DARPA’s latest call for proposals merited an interesting article in the Toronto Star. The advanced projects agency has requested labs to submit research plans that will lead to :
the controlled arrival of an insect within five metres of a specified target located 100 metres away. It must then remain stationary indefinitely, unless otherwise instructed … to transmit data to sensors providing information about the local environment.
The preferred methodology is to implant computational units in the larvae and allow them to integrate with the nervous system through pupation. A high goal indeed and one that is so far from any proven science that it certainly qualifies as ‘blue sky’ research. Last year DARPA gave out 3.1 billion for equally outside the box, high concept research. The Star article compares this to $325 million in similarly unconventional funding from the Canadian government. John Polanyi, the Nobel Prize winning Canadian chemist points out that :
The long-term, out-of-the-box approach is why the U.S. is the world leader in science. Canada thinks in the short term. It’s all about wealth creation here, having business models, setting milestones for work even before it’s begun.
It is my strong belief that the most basic sort of research has to be funded at very high levels to feed ideas and capabilities into the engine of commercially applied research. DARPA is clearly an agency that manages to do this quite well. A strict accounting of the money they spend would reveal a host of failed initiatives, the by products of these are staples of research science and have had wholly unintended consequences.
TheStar.com - Uncle Sam’s scientists busy building insect army.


§ Instructions for the task
Copy the listing exactly, leaving out every picture.

§ Data for processing

• • • •

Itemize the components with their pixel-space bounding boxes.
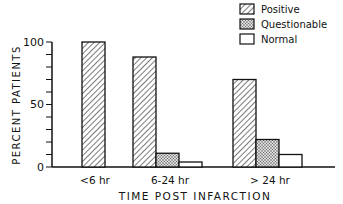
legend-label-questionable: Questionable — [261, 19, 327, 30]
x-axis-label: TIME POST INFARCTION — [118, 190, 272, 202]
x-tick-labels: <6 hr 6-24 hr > 24 hr — [80, 174, 290, 186]
legend-swatch-positive — [240, 4, 254, 14]
bar-positive-2 — [233, 80, 256, 168]
bar-normal-1 — [179, 162, 202, 167]
legend-swatch-questionable — [240, 19, 254, 29]
bar-positive-0 — [82, 42, 105, 167]
bar-positive-1 — [133, 57, 156, 167]
y-tick-50: 50 — [30, 98, 44, 111]
bar-questionable-1 — [156, 153, 179, 167]
bar-normal-2 — [279, 155, 302, 168]
chart-canvas: 100 50 0 PERCENT PATIENTS <6 hr 6-24 hr … — [0, 0, 343, 204]
legend-label-positive: Positive — [261, 4, 300, 15]
x-tick-6-24: 6-24 hr — [151, 174, 190, 186]
y-tick-0: 0 — [37, 161, 44, 174]
y-tick-100: 100 — [23, 36, 44, 49]
legend-swatch-normal — [240, 34, 254, 44]
y-axis: 100 50 0 PERCENT PATIENTS — [11, 36, 52, 174]
legend-label-normal: Normal — [261, 34, 297, 45]
x-tick-lt6: <6 hr — [80, 174, 110, 186]
legend: Positive Questionable Normal — [240, 4, 327, 45]
bars — [82, 42, 302, 167]
bar-questionable-2 — [256, 140, 279, 168]
y-axis-label: PERCENT PATIENTS — [11, 45, 22, 165]
x-tick-gt24: > 24 hr — [250, 174, 290, 186]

• • • •

§ Result of the exercise
Itemize the components with their pixel-space bounding boxes.
legend-label-questionable: Questionable — [261, 19, 327, 30]
x-axis-label: TIME POST INFARCTION — [118, 190, 272, 202]
x-tick-labels: <6 hr 6-24 hr > 24 hr — [80, 174, 290, 186]
legend-swatch-positive — [240, 4, 254, 14]
bar-positive-2 — [233, 80, 256, 168]
bar-normal-1 — [179, 162, 202, 167]
legend-swatch-questionable — [240, 19, 254, 29]
bar-positive-0 — [82, 42, 105, 167]
bar-positive-1 — [133, 57, 156, 167]
y-tick-50: 50 — [30, 98, 44, 111]
bar-questionable-1 — [156, 153, 179, 167]
bar-normal-2 — [279, 155, 302, 168]
chart-canvas: 100 50 0 PERCENT PATIENTS <6 hr 6-24 hr … — [0, 0, 343, 204]
legend-label-positive: Positive — [261, 4, 300, 15]
x-tick-6-24: 6-24 hr — [151, 174, 190, 186]
y-tick-0: 0 — [37, 161, 44, 174]
y-tick-100: 100 — [23, 36, 44, 49]
legend-swatch-normal — [240, 34, 254, 44]
y-axis: 100 50 0 PERCENT PATIENTS — [11, 36, 52, 174]
legend-label-normal: Normal — [261, 34, 297, 45]
x-tick-lt6: <6 hr — [80, 174, 110, 186]
legend: Positive Questionable Normal — [240, 4, 327, 45]
bars — [82, 42, 302, 167]
bar-questionable-2 — [256, 140, 279, 168]
y-axis-label: PERCENT PATIENTS — [11, 45, 22, 165]
x-tick-gt24: > 24 hr — [250, 174, 290, 186]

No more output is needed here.